Being a writer can feel kind of like having ADHD and bipolar disorder and depression all at the same time. You start off sitting outside on a warm summer day and begin writing a poem about fall leaves because you're tired of summer. Then you think of how, when the leaves change color, it is really the beginning of a death of a tree and you feel bad and write an ode to an oak instead. Afterwards you feel very sad and sentimental and spend the rest of the evening journaling about the meaning of life.
Then there are times when you can't write about anything at all, when you stare at a blank page who's mocking gaze sends you spiraling into a sudden bout of self-hatred and you end up watching Dead Poet's Society and drinking tea instead. Or it can be completely opposite. You can try to write about one thing and suddenly write about a million things that are in no relation to the first thing at all. Suddenly, you're faced with this monstrous soup of words that seem cliché and brilliant all at the same time and you have no idea what that means, so you slowly close your notebook, slide back from your desk, and walk bleary eyed down the street and try to think about what nonsense you just leaked all over your paper.
So why the heck do we write? Are we masochists? Do we like to feel like our very thoughts are monsters who are out to get us? I don't think so. It's more like being on this infinite hunt, searching for that one thought that, when we finally have a hold of it in the palms of our hands, it shines brightly back into our eyes instead of crumbling into a pile of ash. Even when we've been staring at our computer screen for so long that our eyes have broken out with red streaks, we have this instinct that, somewhere around the corner, there is some thought so far above any thought we've ever thought before and we have a need to put it down on paper, to prove that it's real.
There are times when I feel like nothing I'm writing is worth anything, like I'm screaming out at the universe, but my brain and tongue are disconnected and all that comes out is some unintelligible rubbish that makes sense to no one, not even me. But I know that it's worth finding that one line that makes you smile as it's pieced together by your pencil. It's worth it because I know that, in the process of finding that thought, I get to live twice. I get to write down the world and then sit back and look at it built up before me. Even if I run out of nails and have to use duck tape and the whole thing is a bit rickety, I can still call it mine. And that one pure, gleaming thought that sits at the heart of it all makes it enough.
Then there are times when you can't write about anything at all, when you stare at a blank page who's mocking gaze sends you spiraling into a sudden bout of self-hatred and you end up watching Dead Poet's Society and drinking tea instead. Or it can be completely opposite. You can try to write about one thing and suddenly write about a million things that are in no relation to the first thing at all. Suddenly, you're faced with this monstrous soup of words that seem cliché and brilliant all at the same time and you have no idea what that means, so you slowly close your notebook, slide back from your desk, and walk bleary eyed down the street and try to think about what nonsense you just leaked all over your paper.
So why the heck do we write? Are we masochists? Do we like to feel like our very thoughts are monsters who are out to get us? I don't think so. It's more like being on this infinite hunt, searching for that one thought that, when we finally have a hold of it in the palms of our hands, it shines brightly back into our eyes instead of crumbling into a pile of ash. Even when we've been staring at our computer screen for so long that our eyes have broken out with red streaks, we have this instinct that, somewhere around the corner, there is some thought so far above any thought we've ever thought before and we have a need to put it down on paper, to prove that it's real.
There are times when I feel like nothing I'm writing is worth anything, like I'm screaming out at the universe, but my brain and tongue are disconnected and all that comes out is some unintelligible rubbish that makes sense to no one, not even me. But I know that it's worth finding that one line that makes you smile as it's pieced together by your pencil. It's worth it because I know that, in the process of finding that thought, I get to live twice. I get to write down the world and then sit back and look at it built up before me. Even if I run out of nails and have to use duck tape and the whole thing is a bit rickety, I can still call it mine. And that one pure, gleaming thought that sits at the heart of it all makes it enough.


▶ The task:
Go through the listing below and list every line with "Notified".
[Input for this task Boundary: Start]
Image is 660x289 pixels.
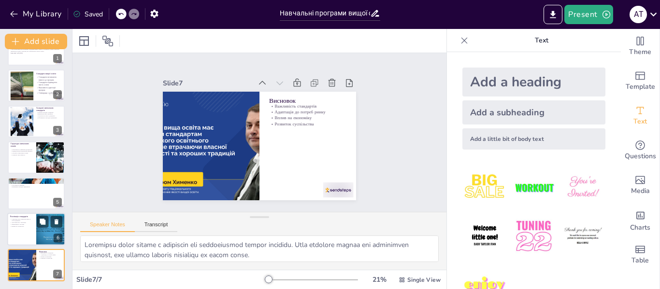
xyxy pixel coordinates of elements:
[462,100,605,125] div: Add a subheading
[624,151,656,162] span: Questions
[53,270,62,279] div: 7
[36,91,62,94] p: Співпраця з роботодавцями
[36,72,62,75] p: Стандарти вищої освіти
[629,5,647,24] button: А Т
[10,218,33,222] p: Співпраця між університетами та роботодавцями
[53,54,62,63] div: 1
[631,186,650,197] span: Media
[511,214,556,259] img: 5.jpeg
[269,103,346,109] p: Важливість стандартів
[39,251,62,254] p: Висновок
[633,116,647,127] span: Text
[37,216,48,227] button: Duplicate Slide
[11,179,62,182] p: Навчальні програми
[621,99,659,133] div: Add text boxes
[511,165,556,210] img: 2.jpeg
[39,258,62,260] p: Розвиток суспільства
[10,226,33,227] p: Вплив на суспільство
[560,165,605,210] img: 3.jpeg
[621,238,659,272] div: Add a table
[102,35,113,47] span: Position
[135,222,178,232] button: Transcript
[80,236,439,262] textarea: Loremipsu dolor sitame c adipiscin eli seddoeiusmod tempor incididu. Utla etdolore magnaa eni adm...
[73,10,103,19] div: Saved
[560,214,605,259] img: 6.jpeg
[54,234,62,242] div: 6
[269,96,346,105] p: Висновок
[621,29,659,64] div: Change the overall theme
[11,184,62,186] p: Доступність навчання
[10,224,33,226] p: Ефективність системи
[53,126,62,135] div: 3
[8,106,65,138] div: https://cdn.sendsteps.com/images/logo/sendsteps_logo_white.pnghttps://cdn.sendsteps.com/images/lo...
[53,90,62,99] div: 2
[36,81,62,86] p: Стандарти підвищують якість освіти
[462,165,507,210] img: 1.jpeg
[80,222,135,232] button: Speaker Notes
[10,215,33,218] p: Реалізація стандартів
[7,6,66,22] button: My Library
[36,76,62,81] p: Стандарти визначають вимоги до програм
[629,47,651,57] span: Theme
[564,5,612,24] button: Present
[621,133,659,168] div: Get real-time input from your audience
[11,154,33,156] p: Розвиток самостійності
[631,255,649,266] span: Table
[11,152,33,154] p: Гнучкість навчальних планів
[11,149,33,151] p: Обов'язкові та вибіркові дисципліни
[269,121,346,127] p: Розвиток суспільства
[8,70,65,101] div: https://cdn.sendsteps.com/images/logo/sendsteps_logo_white.pnghttps://cdn.sendsteps.com/images/lo...
[8,178,65,210] div: https://cdn.sendsteps.com/images/logo/sendsteps_logo_white.pnghttps://cdn.sendsteps.com/images/lo...
[36,115,62,117] p: Актуальність змісту дисциплін
[36,112,62,113] p: Основні складові стандартів
[462,68,605,97] div: Add a heading
[76,275,265,284] div: Slide 7 / 7
[368,275,391,284] div: 21 %
[10,222,33,224] p: Залучення всіх учасників
[51,216,62,227] button: Delete Slide
[76,33,92,49] div: Layout
[53,198,62,207] div: 5
[621,203,659,238] div: Add charts and graphs
[462,214,507,259] img: 4.jpeg
[269,109,346,115] p: Адаптація до потреб ринку
[36,117,62,119] p: Об'єктивність методів оцінювання
[462,128,605,150] div: Add a little bit of body text
[8,34,65,66] div: 1
[53,162,62,171] div: 4
[11,183,62,184] p: Гнучкість програм
[39,255,62,256] p: Адаптація до потреб ринку
[621,168,659,203] div: Add images, graphics, shapes or video
[8,142,65,173] div: https://cdn.sendsteps.com/images/logo/sendsteps_logo_white.pnghttps://cdn.sendsteps.com/images/lo...
[11,49,62,52] p: У цій презентації ми розглянемо стандарти вищої освіти, їх складові, а також структуру навчальних...
[472,29,611,52] p: Text
[629,6,647,23] div: А Т
[407,276,440,284] span: Single View
[621,64,659,99] div: Add ready made slides
[11,186,62,188] p: Важливість методів оцінювання
[11,142,33,148] p: Структура навчальних планів
[36,113,62,115] p: Визначення мети навчання
[625,82,655,92] span: Template
[8,249,65,281] div: 7
[5,34,67,49] button: Add slide
[11,151,33,153] p: Індивідуальний навчальний маршрут
[280,6,370,20] input: Insert title
[269,115,346,121] p: Вплив на економіку
[11,181,62,183] p: Деталізація змісту дисциплін
[11,52,62,54] p: Generated with [URL]
[543,5,562,24] button: Export to PowerPoint
[36,86,62,91] p: Важливість адаптації програм
[39,253,62,255] p: Важливість стандартів
[163,79,252,88] div: Slide 7
[630,223,650,233] span: Charts
[7,213,65,246] div: https://cdn.sendsteps.com/images/logo/sendsteps_logo_white.pnghttps://cdn.sendsteps.com/images/lo...
[39,256,62,258] p: Вплив на економіку
[36,107,62,112] p: Складові навчальних стандартів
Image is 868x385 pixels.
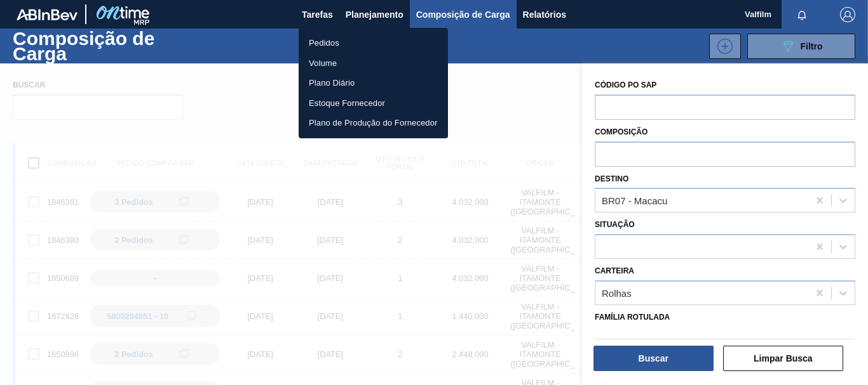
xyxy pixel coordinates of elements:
a: Plano Diário [298,73,447,94]
a: Volume [298,53,447,73]
a: Pedidos [298,33,447,53]
a: Estoque Fornecedor [298,94,447,114]
a: Plano de Produção do Fornecedor [298,113,447,133]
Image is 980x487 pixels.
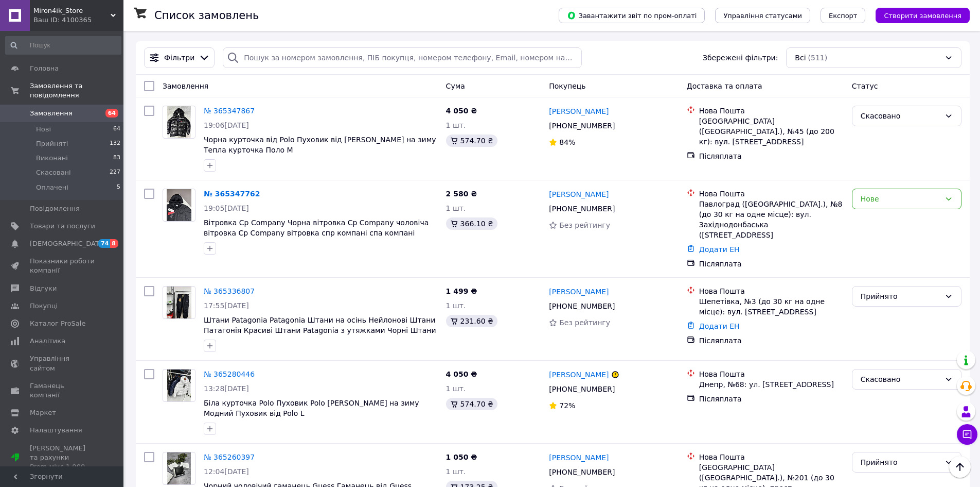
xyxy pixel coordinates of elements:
[852,82,878,90] span: Статус
[114,125,120,134] span: 64
[163,451,196,484] a: Фото товару
[861,110,941,121] div: Скасовано
[559,8,705,23] button: Завантажити звіт по пром-оплаті
[829,12,858,20] span: Експорт
[203,370,255,378] a: № 365280446
[821,8,866,23] button: Експорт
[699,322,740,330] a: Додати ЕН
[30,381,95,400] span: Гаманець компанії
[30,64,58,73] span: Головна
[36,168,71,177] span: Скасовані
[30,444,95,472] span: [PERSON_NAME] та рахунки
[163,286,196,319] a: Фото товару
[30,204,80,213] span: Повідомлення
[699,296,844,316] div: Шепетівка, №3 (до 30 кг на одне місце): вул. [STREET_ADDRESS]
[699,151,844,161] div: Післяплата
[5,36,121,54] input: Пошук
[549,452,609,462] a: [PERSON_NAME]
[30,109,73,118] span: Замовлення
[699,451,844,462] div: Нова Пошта
[203,107,255,115] a: № 365347867
[699,199,844,240] div: Павлоград ([GEOGRAPHIC_DATA].), №8 (до 30 кг на одне місце): вул. Західнодонбаська ([STREET_ADDRESS]
[30,256,95,275] span: Показники роботи компанії
[167,452,192,484] img: Фото товару
[30,319,86,328] span: Каталог ProSale
[699,379,844,389] div: Днепр, №68: ул. [STREET_ADDRESS]
[446,204,466,212] span: 1 шт.
[114,154,120,163] span: 83
[687,82,763,90] span: Доставка та оплата
[167,189,192,221] img: Фото товару
[861,456,941,467] div: Прийнято
[30,239,106,249] span: [DEMOGRAPHIC_DATA]
[884,12,962,20] span: Створити замовлення
[167,287,192,318] img: Фото товару
[699,286,844,296] div: Нова Пошта
[203,121,249,129] span: 19:06[DATE]
[163,369,196,402] a: Фото товару
[724,12,802,20] span: Управління статусами
[446,384,466,393] span: 1 шт.
[105,109,119,117] span: 64
[203,218,429,237] span: Вітровка Cp Company Чорна вітровка Cp Company чоловіча вітровка Cp Company вітровка спр компані с...
[699,335,844,345] div: Післяплата
[446,189,477,198] span: 2 580 ₴
[203,136,437,154] span: Чорна курточка від Polo Пуховик від [PERSON_NAME] на зиму Тепла курточка Поло M
[549,82,586,90] span: Покупець
[446,398,498,410] div: 574.70 ₴
[547,201,617,216] div: [PHONE_NUMBER]
[203,301,249,310] span: 17:55[DATE]
[716,8,810,23] button: Управління статусами
[861,193,941,204] div: Нове
[164,53,194,63] span: Фільтри
[547,465,617,479] div: [PHONE_NUMBER]
[33,15,124,25] div: Ваш ID: 4100365
[163,188,196,221] a: Фото товару
[203,399,420,417] a: Біла курточка Polo Пуховик Polo [PERSON_NAME] на зиму Модний Пуховик від Polo L
[703,53,778,63] span: Збережені фільтри:
[549,369,609,379] a: [PERSON_NAME]
[30,462,95,471] div: Prom мікс 1 000
[446,107,477,115] span: 4 050 ₴
[560,221,610,229] span: Без рейтингу
[567,11,697,20] span: Завантажити звіт по пром-оплаті
[957,424,977,445] button: Чат з покупцем
[30,425,82,434] span: Налаштування
[699,105,844,116] div: Нова Пошта
[549,189,609,199] a: [PERSON_NAME]
[861,290,941,302] div: Прийнято
[446,315,498,327] div: 231.60 ₴
[203,453,255,461] a: № 365260397
[446,287,477,295] span: 1 499 ₴
[795,53,806,63] span: Всі
[809,53,828,62] span: (511)
[167,106,192,138] img: Фото товару
[36,139,68,148] span: Прийняті
[223,48,582,68] input: Пошук за номером замовлення, ПІБ покупця, номером телефону, Email, номером накладної
[98,239,110,248] span: 74
[163,82,209,90] span: Замовлення
[30,81,124,100] span: Замовлення та повідомлення
[117,183,120,192] span: 5
[446,121,466,129] span: 1 шт.
[30,284,57,293] span: Відгуки
[699,116,844,147] div: [GEOGRAPHIC_DATA] ([GEOGRAPHIC_DATA].), №45 (до 200 кг): вул. [STREET_ADDRESS]
[560,138,576,146] span: 84%
[549,287,609,297] a: [PERSON_NAME]
[446,134,498,147] div: 574.70 ₴
[446,301,466,310] span: 1 шт.
[446,467,466,475] span: 1 шт.
[699,245,740,254] a: Додати ЕН
[446,370,477,378] span: 4 050 ₴
[36,154,68,163] span: Виконані
[36,125,51,134] span: Нові
[949,456,972,478] button: Наверх
[33,6,111,15] span: Miron4ik_Store
[30,354,95,372] span: Управління сайтом
[446,453,477,461] span: 1 050 ₴
[203,204,249,212] span: 19:05[DATE]
[560,318,610,327] span: Без рейтингу
[203,287,255,295] a: № 365336807
[203,467,249,475] span: 12:04[DATE]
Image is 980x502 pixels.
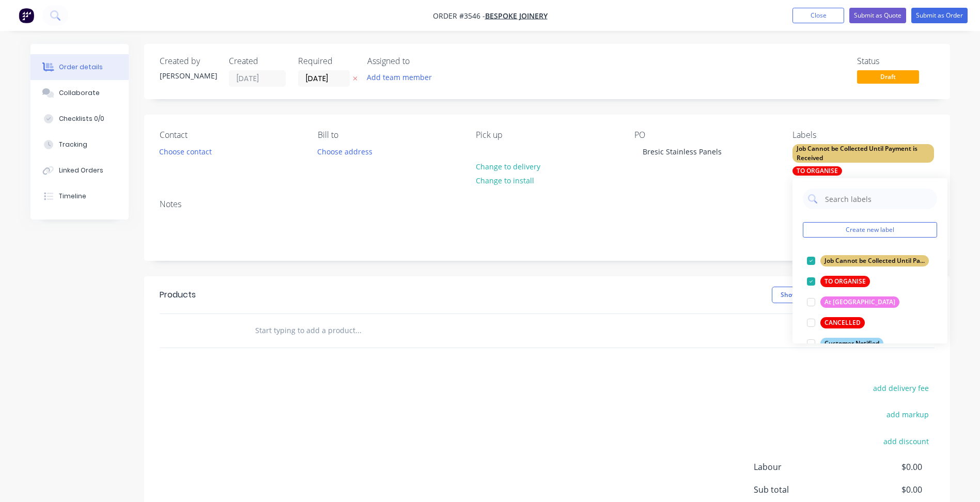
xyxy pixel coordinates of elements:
[59,192,86,201] div: Timeline
[160,130,301,140] div: Contact
[19,8,34,23] img: Factory
[803,254,933,268] button: Job Cannot be Collected Until Payment is Received
[312,144,378,158] button: Choose address
[793,130,934,140] div: Labels
[160,56,217,66] div: Created by
[845,484,922,496] span: $0.00
[30,80,128,106] button: Collaborate
[820,296,900,308] div: At [GEOGRAPHIC_DATA]
[154,144,217,158] button: Choose contact
[803,337,888,351] button: Customer Notified
[803,274,874,289] button: TO ORGANISE
[803,222,937,237] button: Create new label
[820,338,883,349] div: Customer Notified
[470,174,540,187] button: Change to install
[772,287,852,304] button: Show / Hide columns
[857,70,919,83] span: Draft
[850,8,906,23] button: Submit as Quote
[820,317,865,329] div: CANCELLED
[485,11,547,21] a: BeSpoke Joinery
[318,130,459,140] div: Bill to
[59,140,88,149] div: Tracking
[878,434,935,448] button: add discount
[255,320,461,341] input: Start typing to add a product...
[754,461,846,473] span: Labour
[857,56,935,66] div: Status
[367,70,438,84] button: Add team member
[476,130,617,140] div: Pick up
[634,144,730,159] div: Bresic Stainless Panels
[30,184,128,209] button: Timeline
[433,11,485,21] span: Order #3546 -
[30,106,128,132] button: Checklists 0/0
[59,166,103,175] div: Linked Orders
[470,159,545,173] button: Change to delivery
[298,56,355,66] div: Required
[59,114,104,123] div: Checklists 0/0
[160,289,196,301] div: Products
[634,130,776,140] div: PO
[793,8,844,23] button: Close
[30,132,128,158] button: Tracking
[59,88,100,98] div: Collaborate
[793,166,842,176] div: TO ORGANISE
[30,54,128,80] button: Order details
[367,56,471,66] div: Assigned to
[820,256,929,267] div: Job Cannot be Collected Until Payment is Received
[793,144,934,163] div: Job Cannot be Collected Until Payment is Received
[803,316,869,330] button: CANCELLED
[820,276,870,287] div: TO ORGANISE
[868,381,935,395] button: add delivery fee
[911,8,968,23] button: Submit as Order
[803,295,903,309] button: At [GEOGRAPHIC_DATA]
[59,62,103,72] div: Order details
[160,199,935,209] div: Notes
[361,70,437,84] button: Add team member
[881,408,935,422] button: add markup
[30,158,128,184] button: Linked Orders
[160,70,217,81] div: [PERSON_NAME]
[754,484,846,496] span: Sub total
[824,189,932,209] input: Search labels
[845,461,922,473] span: $0.00
[229,56,286,66] div: Created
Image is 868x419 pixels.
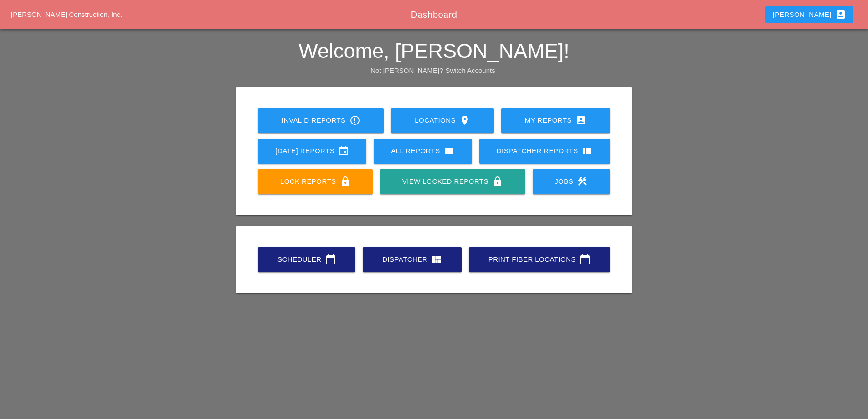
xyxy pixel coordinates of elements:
[258,108,383,133] a: Invalid Reports
[273,254,341,265] div: Scheduler
[349,115,360,126] i: error_outline
[395,176,510,187] div: View Locked Reports
[258,247,355,272] a: Scheduler
[363,247,461,272] a: Dispatcher
[575,115,586,126] i: account_box
[273,145,351,156] div: [DATE] Reports
[459,115,470,126] i: location_on
[835,9,846,20] i: account_box
[325,254,336,265] i: calendar_today
[579,254,591,265] i: calendar_today
[765,7,853,23] button: [PERSON_NAME]
[577,176,587,187] i: construction
[273,115,369,126] div: Invalid Reports
[380,169,525,194] a: View Locked Reports
[444,145,455,156] i: view_list
[388,145,457,156] div: All Reports
[483,254,595,265] div: Print Fiber Locations
[547,176,595,187] div: Jobs
[405,115,479,126] div: Locations
[373,139,472,163] a: All Reports
[494,145,595,156] div: Dispatcher Reports
[338,145,349,156] i: event
[533,169,610,194] a: Jobs
[773,9,846,20] div: [PERSON_NAME]
[582,145,593,156] i: view_list
[258,169,373,194] a: Lock Reports
[273,176,358,187] div: Lock Reports
[515,115,595,126] div: My Reports
[258,139,366,163] a: [DATE] Reports
[445,67,495,74] a: Switch Accounts
[377,254,447,265] div: Dispatcher
[431,254,442,265] i: view_quilt
[371,67,443,74] span: Not [PERSON_NAME]?
[469,247,610,272] a: Print Fiber Locations
[501,108,610,133] a: My Reports
[391,108,493,133] a: Locations
[492,176,503,187] i: lock
[479,139,610,163] a: Dispatcher Reports
[411,9,457,19] span: Dashboard
[11,11,122,18] a: [PERSON_NAME] Construction, Inc.
[340,176,351,187] i: lock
[Input for this task Boundary: End]
▶ Answer section:
[803,337,888,351] button: Customer Notified
[820,338,883,349] div: Customer Notified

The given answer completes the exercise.